“Yes. I hung up on him.”
“What? Why?” she asks, well more like screams as she laughs. Yes, laughs. As if anything I’ve said is funny.
“Because I have to break up with him.”
“Sweetie, I know he made a mistake with his mother-in-law, but you can’t really be still holding—”
“That’s not it.” Do I have the guts to repeat it out loud again? “On the phone, before I hung up, I blurted out…”
Her voice has calmed. “Blurted out?” She draws out the out to make it five syllables long.
“I blurted out that I love him.”
She giggles. “That’s what I thought you were going to say. What’d Duke say?”
“Nothing. He said nothing. Not even thank you. Just let the words hang between us through the humiliating silence. Then you called, and I hung up on him.”
“I can’t believe you hung up on Duke,” she says, getting her giggles under control.
“It was for the best.”
“Well girl, I’m married to a badass biker who I’m going to call right now because I don’t want to deal with the fallout from him finding out about that little girl later. But I can tell you, they don’t take kindly to being hung up on.”
“Yeah…” That’s all I have in me to reply.
Laynie Briggs is missing.
Laynie Briggs.Is missing.
So what happens when he finds out he took the wrong girl?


Search the data below for the string "занятия". Extract every line that contains it.

Records for processing ->
· · · ·

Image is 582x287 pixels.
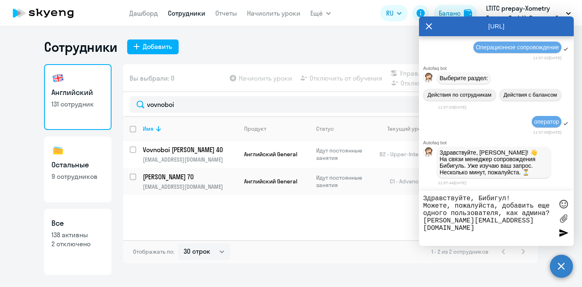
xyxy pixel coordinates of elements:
[215,9,237,17] a: Отчеты
[143,156,237,163] p: [EMAIL_ADDRESS][DOMAIN_NAME]
[390,178,426,185] span: C1 - Advanced
[244,178,297,185] span: Английский General
[423,73,434,85] img: bot avatar
[143,172,237,181] a: [PERSON_NAME] 70
[440,149,548,176] p: Здравствуйте, [PERSON_NAME]! 👋 ﻿На связи менеджер сопровождения Бибигуль. Уже изучаю ваш запрос. ...
[244,125,266,133] div: Продукт
[143,172,236,181] p: [PERSON_NAME] 70
[51,72,65,85] img: english
[439,8,461,18] div: Баланс
[464,9,472,17] img: balance
[129,9,158,17] a: Дашборд
[428,92,491,98] span: Действия по сотрудникам
[534,119,559,125] span: оператор
[557,212,570,225] label: Лимит 10 файлов
[386,8,393,18] span: RU
[316,125,372,133] div: Статус
[380,5,407,21] button: RU
[133,248,174,256] span: Отображать по:
[503,92,557,98] span: Действия с балансом
[168,9,205,17] a: Сотрудники
[44,39,117,55] h1: Сотрудники
[51,218,104,229] h3: Все
[423,66,574,71] div: Autofaq bot
[434,5,477,21] button: Балансbalance
[130,73,174,83] span: Вы выбрали: 0
[387,125,434,133] div: Текущий уровень
[51,172,104,181] p: 9 сотрудников
[143,145,236,154] p: Vovnoboi [PERSON_NAME] 40
[51,100,104,109] p: 131 сотрудник
[44,209,112,275] a: Все138 активны2 отключено
[533,56,561,60] time: 11:57:02[DATE]
[143,145,237,154] a: Vovnoboi [PERSON_NAME] 40
[438,181,466,185] time: 11:57:44[DATE]
[143,183,237,191] p: [EMAIL_ADDRESS][DOMAIN_NAME]
[310,5,331,21] button: Ещё
[143,42,172,51] div: Добавить
[247,9,300,17] a: Начислить уроки
[127,40,179,54] button: Добавить
[379,151,443,158] span: B2 - Upper-Intermediate
[316,147,372,162] p: Идут постоянные занятия
[438,105,466,109] time: 11:57:03[DATE]
[379,125,449,133] div: Текущий уровень
[143,125,237,133] div: Имя
[440,75,488,81] span: Выберите раздел:
[423,89,496,101] button: Действия по сотрудникам
[130,96,531,113] input: Поиск по имени, email, продукту или статусу
[431,248,488,256] span: 1 - 2 из 2 сотрудников
[51,230,104,240] p: 138 активны
[51,144,65,157] img: others
[310,8,323,18] span: Ещё
[423,147,434,159] img: bot avatar
[499,89,561,101] button: Действия с балансом
[423,140,574,145] div: Autofaq bot
[476,44,559,51] span: Операционное сопровождение
[44,64,112,130] a: Английский131 сотрудник
[51,87,104,98] h3: Английский
[244,125,309,133] div: Продукт
[244,151,297,158] span: Английский General
[316,125,334,133] div: Статус
[316,174,372,189] p: Идут постоянные занятия
[51,160,104,170] h3: Остальные
[482,3,575,23] button: LTITC prepay-Xometry Europe GmbH_Основной, Xometry Europe GmbH
[143,125,154,133] div: Имя
[533,130,561,135] time: 11:57:09[DATE]
[423,195,553,242] textarea: Здравствуйте, Бибигу! Можете, пожалуйста, добавить еще одного пользователя, как админа? [PERSON_N...
[486,3,563,23] p: LTITC prepay-Xometry Europe GmbH_Основной, Xometry Europe GmbH
[44,137,112,202] a: Остальные9 сотрудников
[51,240,104,249] p: 2 отключено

· · · ·

Reply ->
[316,147,372,162] p: Идут постоянные занятия
[316,174,372,189] p: Идут постоянные занятия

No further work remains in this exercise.